Mexican President Enrique Peña Nieto has taken this opportunity to try to regain control of the situation after weeks of growing unrest during which angry fellow students set fire to Guerrero state headquarters and promised escalating violence if the missing youths were not found. Meanwhile, universities across the country echoed their anger (as did some students at Harvard, MIT and Berkeley in the US), intellectuals raised their voices against the government’s inability to guarantee citizen safety, and even the Catholic Church weighed in against the executive.

The house where the Iguala mayor and his wife were hiding out.
The house where the Iguala mayor and his wife were hiding out.Saúl Ruiz

“Guerrero is another lit match that Federation authorities refused to acknowledge, a reflection of the underlying danger of living in a country like Mexico, with serious internal problems of governability, security, corruption and fear in several regions where nobody is safe,” said representatives of the Archdiocese of Mexico City through the weekly Desde la fe.

Peña Nieto, of the Institutional Revolutionary Party (PRI), said he would call upon all political, state and social forces to join him in a great coalition against violence.

“It is essential to take institutional measures so that events such as these will not happen again, so we will join forces in favor of the rule of law and in the fight against corruption and impunity,” said the president.

Significantly, his announcement was made during the public presentation of the 25 regulations that will complete the government’s far-reaching energy reform, ending a 76-year-old state monopoly on oil.
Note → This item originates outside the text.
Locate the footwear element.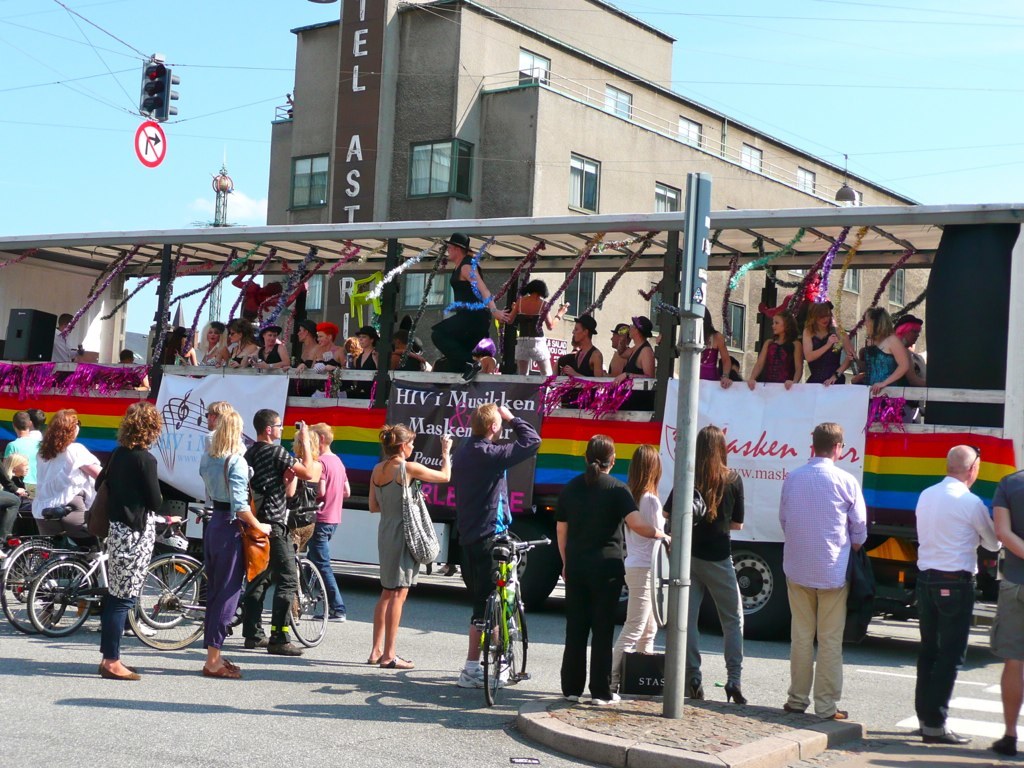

Peña Nieto is seeking to attract foreign investment to the country to restart the economy, and the image now being projected of a Mexico unable to deal with the Iguala crime arrives at a bad time, coming on top of falling crude prices.

His call for a national consensus was reminiscent of the Pact for Mexico, the cross-party alliance that enabled the deep structural reforms of the last two years.

President Enrique Peña Nieto is calling for a national coalition against violence.
President Enrique Peña Nieto is calling for a national coalition against violence.Mario Guzmán (EFE)

The main opposition parties, the National Action Party (PAN) and the Democratic Revolutionary Party (PRD), have also felt the sting of criticism, and their leaders are publicly encouraging an alliance of this nature.

“The national situation in terms of security is so delicate, and the state of decomposition so advanced, that a great national long-term agreement is required to strengthen security and ensure the rule of law is effective,” said PAN president Ricardo Anaya.

“We are enormously concerned about the climate of violence […] we want the powers of the Union to be convened,” said PRD’s new leader Carlos Navarrete, whose party has been seriously harmed by having supported the mayor of Iguala despite years-long suspicions that he had ties to the drug rings.